The call to war had been sounded. The assault on the Umbral Eclipse was to begin.
* * *
Sraath moved through the twisted corridors of the Umbral Eclipse, his flagship for countless millennia. Once thought lost, the demon lord had retrieved it from deep within the Twisting Nether and wrenched control of it from the wayward brethren of that traitorous pit lord, Daeloth. The three demons had been exiled from his presence for their hubris and sent to fight on the front lines of Argus's defense. He cared little for their fates. They were likely dead now, fallen to the foolish onslaught of so-called heroes from Azeroth.
He cared little for such things in general. The heroes were nothing more than a distraction to what was truly important.
The demon's hoof-falls were loud as he walked through the empty chambers of the vessel. An amalgamation of many of Sraath's ancient conquests, the Umbral Eclipse had become a misshapen monstrosity. The core of it had been old even when Sraath had assumed command from Xonath, his former master. The dreadlord had given over his ship when he had given over leadership of the Shadowed Sun. Since then, Sraath had added to the fortress's bulk, merging it with other Legion vessels, and even with the varied architecture of the worlds he had consumed.
This was why the layout of the ship now made little in the way of sense. Twisting corridors gave way to straight and narrow chambers which gave way to rough stone hallways that looked more organic than artificial. Legion structures had been fused with kaldorei structures which had been fused with eredar structures. Armies from across the cosmos had fallen to Sraath's forces in the past, and select towers had been plucked from those worlds and fed into the beast that was the Umbral Eclipse. It was Sraath's way of honoring those civilizations--it was his way of preserving them. They should be thankful.

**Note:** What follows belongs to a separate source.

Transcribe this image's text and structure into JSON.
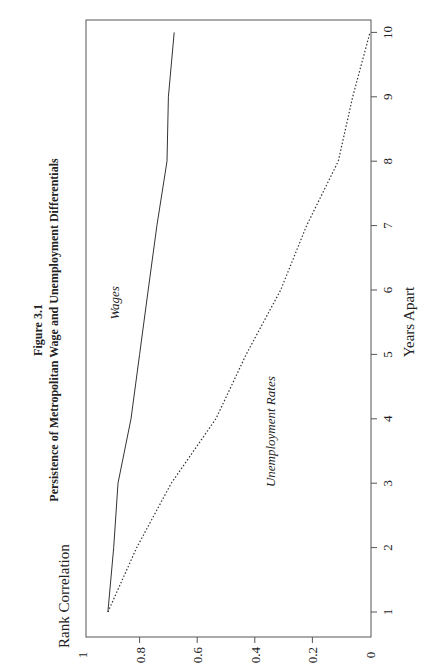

They should all be thankful. They were immortal now because of him. Their memory would live on in his mind, safe from the coming ravages of the Void.
The demon lord soon found himself standing at the head of a misshapen corridor that looked like it was cut from a dark stone. There was no door, but he knew that no door was needed in this section. He walked the short distance to the circular chamber--more of a cage--until he could see what he had come to see.

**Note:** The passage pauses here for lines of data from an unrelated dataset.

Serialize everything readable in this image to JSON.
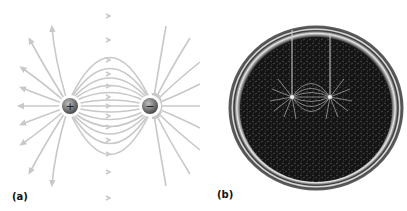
{
  "figure": {
    "panel_a": {
      "label": "(a)",
      "description": "Electric field lines of an electric dipole",
      "positive_charge": {
        "symbol": "+",
        "x": 70,
        "y": 106
      },
      "negative_charge": {
        "symbol": "−",
        "x": 150,
        "y": 106
      },
      "line_color": "#c8c8c8",
      "charge_color": "#777777"
    },
    "panel_b": {
      "label": "(b)",
      "description": "Photograph of field lines traced by seeds in oil around two charged electrodes",
      "dish_color": "#111111"
    }
  }
}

Malfias. Another traitor. But this one had its uses.
"You have successfully lured them here," Sraath's rumbling growl echoed up and out of the cage. It, and many others like it, were placed within a huge open chamber on the outer edges of the Umbral Eclipse. Almost appearing as if they were held outdoors, the entire section had a field that dampened unwanted magical influence. Sraath had made sure to lock his most prized possessions in here. Malfias, his former lieutenant, was one of those prizes. "They move against me as we speak. Good work."
"You mistakenly attribute these actions as my own," the eredar said in a half-laugh. He was kneeling, near naked, in the center of the cage. Tall spires of fel-wrought steel reached up around the circular platform, each one able to twist the psychomancer's powers to Sraath's will, and each one acting as a dampener against the eredar's own. "It would be as if I praised a dagger for piercing your heart when I was the one who thrust it."

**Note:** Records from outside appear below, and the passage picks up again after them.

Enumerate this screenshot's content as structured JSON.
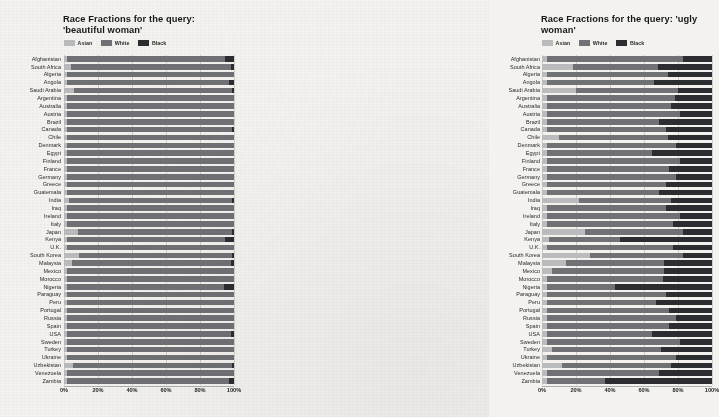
{
  "figure": {
    "background": "#f3f2ee",
    "colors": {
      "asian": "#b9bbbd",
      "white": "#6f7174",
      "black": "#2b2d30",
      "grid": "#787a7e",
      "text": "#26282a"
    }
  },
  "legend": {
    "entries": [
      {
        "label": "Asian",
        "color": "#b9bbbd"
      },
      {
        "label": "White",
        "color": "#6f7174"
      },
      {
        "label": "Black",
        "color": "#2b2d30"
      }
    ]
  },
  "xaxis": {
    "ticks": [
      "0%",
      "20%",
      "40%",
      "60%",
      "80%",
      "100%"
    ],
    "values": [
      0,
      20,
      40,
      60,
      80,
      100
    ]
  },
  "countries": [
    "Afghanistan",
    "South Africa",
    "Algeria",
    "Angola",
    "Saudi Arabia",
    "Argentina",
    "Australia",
    "Austria",
    "Brazil",
    "Canada",
    "Chile",
    "Denmark",
    "Egypt",
    "Finland",
    "France",
    "Germany",
    "Greece",
    "Guatemala",
    "India",
    "Iraq",
    "Ireland",
    "Italy",
    "Japan",
    "Kenya",
    "U.K.",
    "South Korea",
    "Malaysia",
    "Mexico",
    "Morocco",
    "Nigeria",
    "Paraguay",
    "Peru",
    "Portugal",
    "Russia",
    "Spain",
    "USA",
    "Sweden",
    "Turkey",
    "Ukraine",
    "Uzbekistan",
    "Venezuela",
    "Zambia"
  ],
  "chart_data": [
    {
      "type": "bar",
      "orientation": "horizontal",
      "stacked": true,
      "normalized": true,
      "title": "Race Fractions for the query: 'beautiful woman'",
      "xlabel": "",
      "ylabel": "",
      "xlim": [
        0,
        100
      ],
      "grid": true,
      "legend_position": "top-left",
      "categories": [
        "Afghanistan",
        "South Africa",
        "Algeria",
        "Angola",
        "Saudi Arabia",
        "Argentina",
        "Australia",
        "Austria",
        "Brazil",
        "Canada",
        "Chile",
        "Denmark",
        "Egypt",
        "Finland",
        "France",
        "Germany",
        "Greece",
        "Guatemala",
        "India",
        "Iraq",
        "Ireland",
        "Italy",
        "Japan",
        "Kenya",
        "U.K.",
        "South Korea",
        "Malaysia",
        "Mexico",
        "Morocco",
        "Nigeria",
        "Paraguay",
        "Peru",
        "Portugal",
        "Russia",
        "Spain",
        "USA",
        "Sweden",
        "Turkey",
        "Ukraine",
        "Uzbekistan",
        "Venezuela",
        "Zambia"
      ],
      "series": [
        {
          "name": "Asian",
          "color": "#b9bbbd",
          "values": [
            1.5,
            4.0,
            1.5,
            1.5,
            6.0,
            1.5,
            1.5,
            1.5,
            1.5,
            1.5,
            1.5,
            1.5,
            1.5,
            1.5,
            1.5,
            1.5,
            1.5,
            1.5,
            3.0,
            1.5,
            1.5,
            1.5,
            8.0,
            1.5,
            1.5,
            9.0,
            4.5,
            1.5,
            1.5,
            1.5,
            1.5,
            1.5,
            1.5,
            1.5,
            1.5,
            1.5,
            1.5,
            1.5,
            1.5,
            5.0,
            1.5,
            1.5
          ]
        },
        {
          "name": "White",
          "color": "#6f7174",
          "values": [
            93.5,
            94.5,
            98.5,
            95.5,
            93.0,
            98.5,
            98.5,
            98.5,
            98.5,
            97.5,
            98.5,
            98.5,
            98.5,
            98.5,
            98.5,
            98.5,
            98.5,
            98.5,
            96.0,
            98.5,
            98.5,
            98.5,
            91.0,
            93.5,
            98.5,
            90.0,
            94.0,
            98.5,
            98.5,
            92.5,
            98.5,
            98.5,
            98.5,
            98.5,
            98.5,
            96.5,
            98.5,
            98.5,
            98.5,
            94.0,
            98.5,
            95.5
          ]
        },
        {
          "name": "Black",
          "color": "#2b2d30",
          "values": [
            5.0,
            1.5,
            0.0,
            3.0,
            1.0,
            0.0,
            0.0,
            0.0,
            0.0,
            1.0,
            0.0,
            0.0,
            0.0,
            0.0,
            0.0,
            0.0,
            0.0,
            0.0,
            1.0,
            0.0,
            0.0,
            0.0,
            1.0,
            5.0,
            0.0,
            1.0,
            1.5,
            0.0,
            0.0,
            6.0,
            0.0,
            0.0,
            0.0,
            0.0,
            0.0,
            2.0,
            0.0,
            0.0,
            0.0,
            1.0,
            0.0,
            3.0
          ]
        }
      ]
    },
    {
      "type": "bar",
      "orientation": "horizontal",
      "stacked": true,
      "normalized": true,
      "title": "Race Fractions for the query: 'ugly woman'",
      "xlabel": "",
      "ylabel": "",
      "xlim": [
        0,
        100
      ],
      "grid": true,
      "legend_position": "top-left",
      "categories": [
        "Afghanistan",
        "South Africa",
        "Algeria",
        "Angola",
        "Saudi Arabia",
        "Argentina",
        "Australia",
        "Austria",
        "Brazil",
        "Canada",
        "Chile",
        "Denmark",
        "Egypt",
        "Finland",
        "France",
        "Germany",
        "Greece",
        "Guatemala",
        "India",
        "Iraq",
        "Ireland",
        "Italy",
        "Japan",
        "Kenya",
        "U.K.",
        "South Korea",
        "Malaysia",
        "Mexico",
        "Morocco",
        "Nigeria",
        "Paraguay",
        "Peru",
        "Portugal",
        "Russia",
        "Spain",
        "USA",
        "Sweden",
        "Turkey",
        "Ukraine",
        "Uzbekistan",
        "Venezuela",
        "Zambia"
      ],
      "series": [
        {
          "name": "Asian",
          "color": "#b9bbbd",
          "values": [
            3.0,
            18.0,
            3.0,
            3.0,
            20.0,
            3.0,
            3.0,
            3.0,
            3.0,
            3.0,
            10.0,
            3.0,
            3.0,
            3.0,
            3.0,
            3.0,
            3.0,
            3.0,
            22.0,
            3.0,
            3.0,
            3.0,
            25.0,
            4.0,
            3.0,
            28.0,
            14.0,
            6.0,
            3.0,
            3.0,
            3.0,
            3.0,
            3.0,
            3.0,
            3.0,
            3.0,
            3.0,
            6.0,
            3.0,
            12.0,
            3.0,
            3.0
          ]
        },
        {
          "name": "White",
          "color": "#6f7174",
          "values": [
            80.0,
            50.0,
            71.0,
            63.0,
            60.0,
            75.0,
            73.0,
            78.0,
            66.0,
            70.0,
            64.0,
            76.0,
            62.0,
            78.0,
            72.0,
            76.0,
            70.0,
            66.0,
            54.0,
            70.0,
            78.0,
            74.0,
            58.0,
            42.0,
            74.0,
            55.0,
            58.0,
            66.0,
            68.0,
            40.0,
            70.0,
            64.0,
            72.0,
            76.0,
            72.0,
            62.0,
            78.0,
            64.0,
            76.0,
            64.0,
            66.0,
            34.0
          ]
        },
        {
          "name": "Black",
          "color": "#2b2d30",
          "values": [
            17.0,
            32.0,
            26.0,
            34.0,
            20.0,
            22.0,
            24.0,
            19.0,
            31.0,
            27.0,
            26.0,
            21.0,
            35.0,
            19.0,
            25.0,
            21.0,
            27.0,
            31.0,
            24.0,
            27.0,
            19.0,
            23.0,
            17.0,
            54.0,
            23.0,
            17.0,
            28.0,
            28.0,
            29.0,
            57.0,
            27.0,
            33.0,
            25.0,
            21.0,
            25.0,
            35.0,
            19.0,
            30.0,
            21.0,
            24.0,
            31.0,
            63.0
          ]
        }
      ]
    }
  ]
}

"A dagger is a mindless tool, Malfias. You are more than that to me. You are more akin to a pet hound, and hounds deserve praise," Sraath replied. "You are my hound now, and so I praise you."
Malfias remained silent, but his slumped form seemed to shrink further. Sraath knew that he was almost broken. The psychomancer's will was strong, and he had been able to resist Sunbreaker. The Mindclaw Spires were a second line of defense, and they drew from the power at the heart of the Umbral Eclipse itself. They had taken far longer to do their work than had been anticipated, but the breaking was almost complete now.
"I will leave you in your pained silence, pup," Sraath chuckled as he turned around and left. "I have another who needs attention."